Still This Light At The Center: A Conversation with Jesmyn Ward
On home, family, cats, racism and the body, trusting life, lineage, romance novels, self-tenderness, and the necessity of hope.
Intimate conversations with our greatest heart-centered minds.
I’m just going to say it: Jesmyn Ward is one of our greatest living writers. Her prose is lyrical, magical, razor-sharp, tough, tender-beyond-all-tenderness, forthright, just, veracious, tight, visionary, gentle, bone-rattling, vivid, playful, hope-ridden, joy-ridden, righteous-ridden, smooth and cool as running water. It is truth. She’s a master storyteller—whether it’s her own story or those of the myriad characters who live in her beautiful heart and mind.
Jesmyn has twice won the National Book Awards for Fiction, first for Salvage the Bones and then Sing, Unburied, Sing — the only woman or Black American to do so. She is also the author of the novel Where the Line Bleeds and the memoir Men We Reaped (one of my favorite books on the planet).
Most recently, she’s written Let Us Descend which follows an enslaved girl’s journey, after her sire sells her, from the rice fields of the Carolinas to the slave markets of New Orleans to sugar plantation in Louisiana and beyond. The writing is exquisite. The story harrowing and yet also transcendent. It was a New York Times bestseller and an Oprah’s Book Club pick.
Jesmyn is Professor of English at Tulane University and a MacArthur Fellow. She lives in DeLisle, Mississippi.
It was an absolute dream to speak with Jesmyn! I’m eager to hear your thoughts in the comments.
⭐️ Jesmyn is generously gifting three readers an autographed copy of Let Us Descend! If you’d like to be one of the recipients, please add “Descend” after your comment. The winners will be chosen at random on Monday, September 9th and notified by Substack Direct Chat. Shipping is limited to the United States. ⭐️
Here’s Jesmyn reading from the first chapter of Let Us Descend. So beautiful.
You write so much about home: leaving it, returning to it, misunderstanding it, despising it, seeing it anew. It seems to me, every story is the search for it. What does home mean to you — internal and/or external?
The external definition of home would be South Mississippi. Like all places, it is its own. I served as the Grisham writer in residence at Ole Miss for a year in my thirties, and Oxford is in North Mississippi which is a very different place than South Mississippi. I say that because of the specific trees and plants. And then the landscape that figures a lot in my writing that is suffused with water. I live on the Gulf of Mexico. There are lots of rivers here that feed into it. There are bays. There are also bayous and swamps throughout. So it's a very wet, sandy, boggy jungle-like place.
Externally, home is also defined by the people who are here, specifically my family, my extended family, my community. They've all informed my understanding of who I am. Of what I've lived through. Of what the people who came before in my family and my community have lived through. That makes me very mindful in the present of the strength of the ties within the different generations in my family, and within the different generations in my community.
As you probably can imagine, as a Black woman this can be a difficult place to exist. And that is part of home, too. That is also something that I have to reckon with on the page whenever I'm writing about home.
That feeds into how I feel internally about home and about this place. As I get older systemic racism is becoming clearer and clearer to me. I've internalized a lot of that systemic racism combined with the interpersonal racism that I've experienced in my life, especially when I was younger, so that complicates my relationship to this place. It makes it so that at the same time that I love home there's also a lot that I struggle with.
I think that I'll continue to struggle this idea of home and the different meanings for me of home in my writing because it's something that I haven't necessarily figured out in my life. I've spent all my life thinking about, “What is home? Is there only one definition of home? Is there a certain definition of home that you can return to one day?”
Listening to you speak about your profound connections to Mississippi, I was thinking I was born and raised in Michigan, but I lived in New York City for twenty-five years. I came back here because my parents were getting older and I wanted to be closer to them. But this has never felt like what you're describing when you talk about Mississippi.
My parents are both from London. I have a bajillion cousins and aunties and uncles in England and I grew up not knowing them. But I can still remember the first time I went to England when I was eighteen, the moment the plane touched down at Heathrow and I thought, “I'm home.” So I wonder if part of it is the blood—for better or worse, because sometimes family is very fucked up. But the draw of the blood. Do you feel like as long as you had your children and your partner with you, you could live in, say, France and that would be home? Or do you also need the land as part of it?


** What you are asked to do **
Could you reproduce the entries exactly, omitting every picture?

==================================================

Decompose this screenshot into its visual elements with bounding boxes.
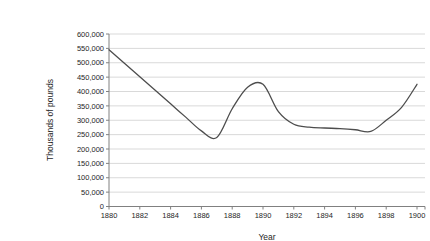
y-tick-label: 550,000 (77, 44, 104, 53)
x-tick-label: 1880 (101, 211, 118, 220)
x-axis-title: Year (258, 232, 275, 241)
y-tick-label: 450,000 (77, 73, 104, 82)
x-tick-label: 1888 (224, 211, 241, 220)
x-tick-label: 1892 (285, 211, 302, 220)
plot-area: 050,000100,000150,000200,000250,000300,0… (77, 30, 425, 220)
y-tick-label: 400,000 (77, 87, 104, 96)
y-tick-label: 250,000 (77, 130, 104, 139)
y-tick-label: 350,000 (77, 102, 104, 111)
y-tick-label: 500,000 (77, 58, 104, 67)
x-tick-label: 1900 (409, 211, 426, 220)
y-tick-label: 150,000 (77, 159, 104, 168)
x-tick-label: 1884 (162, 211, 179, 220)
y-tick-label: 600,000 (77, 30, 104, 39)
x-tick-label: 1882 (131, 211, 148, 220)
x-tick-label: 1896 (347, 211, 364, 220)
x-tick-label: 1898 (378, 211, 395, 220)
y-tick-label: 50,000 (81, 188, 104, 197)
x-tick-label: 1894 (316, 211, 333, 220)
y-tick-label: 200,000 (77, 145, 104, 154)
y-axis-title: Thousands of pounds (45, 79, 55, 161)
x-tick-label: 1886 (193, 211, 210, 220)
line-chart: 050,000100,000150,000200,000250,000300,0… (40, 16, 430, 241)
y-tick-label: 300,000 (77, 116, 104, 125)
x-tick-label: 1890 (255, 211, 272, 220)
chart-canvas: 050,000100,000150,000200,000250,000300,0… (40, 16, 430, 241)
y-tick-label: 100,000 (77, 173, 104, 182)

==================================================

** Solution to this problem **
Decompose this screenshot into its visual elements with bounding boxes.
y-tick-label: 550,000 (77, 44, 104, 53)
x-tick-label: 1880 (101, 211, 118, 220)
x-axis-title: Year (258, 232, 275, 241)
y-tick-label: 450,000 (77, 73, 104, 82)
x-tick-label: 1888 (224, 211, 241, 220)
x-tick-label: 1892 (285, 211, 302, 220)
plot-area: 050,000100,000150,000200,000250,000300,0… (77, 30, 425, 220)
y-tick-label: 400,000 (77, 87, 104, 96)
y-tick-label: 250,000 (77, 130, 104, 139)
y-tick-label: 350,000 (77, 102, 104, 111)
y-tick-label: 500,000 (77, 58, 104, 67)
x-tick-label: 1900 (409, 211, 426, 220)
y-tick-label: 150,000 (77, 159, 104, 168)
x-tick-label: 1884 (162, 211, 179, 220)
y-tick-label: 600,000 (77, 30, 104, 39)
x-tick-label: 1882 (131, 211, 148, 220)
x-tick-label: 1896 (347, 211, 364, 220)
x-tick-label: 1898 (378, 211, 395, 220)
y-tick-label: 50,000 (81, 188, 104, 197)
x-tick-label: 1894 (316, 211, 333, 220)
y-tick-label: 200,000 (77, 145, 104, 154)
y-axis-title: Thousands of pounds (45, 79, 55, 161)
x-tick-label: 1886 (193, 211, 210, 220)
line-chart: 050,000100,000150,000200,000250,000300,0… (40, 16, 430, 241)
y-tick-label: 300,000 (77, 116, 104, 125)
x-tick-label: 1890 (255, 211, 272, 220)
chart-canvas: 050,000100,000150,000200,000250,000300,0… (40, 16, 430, 241)
y-tick-label: 100,000 (77, 173, 104, 182)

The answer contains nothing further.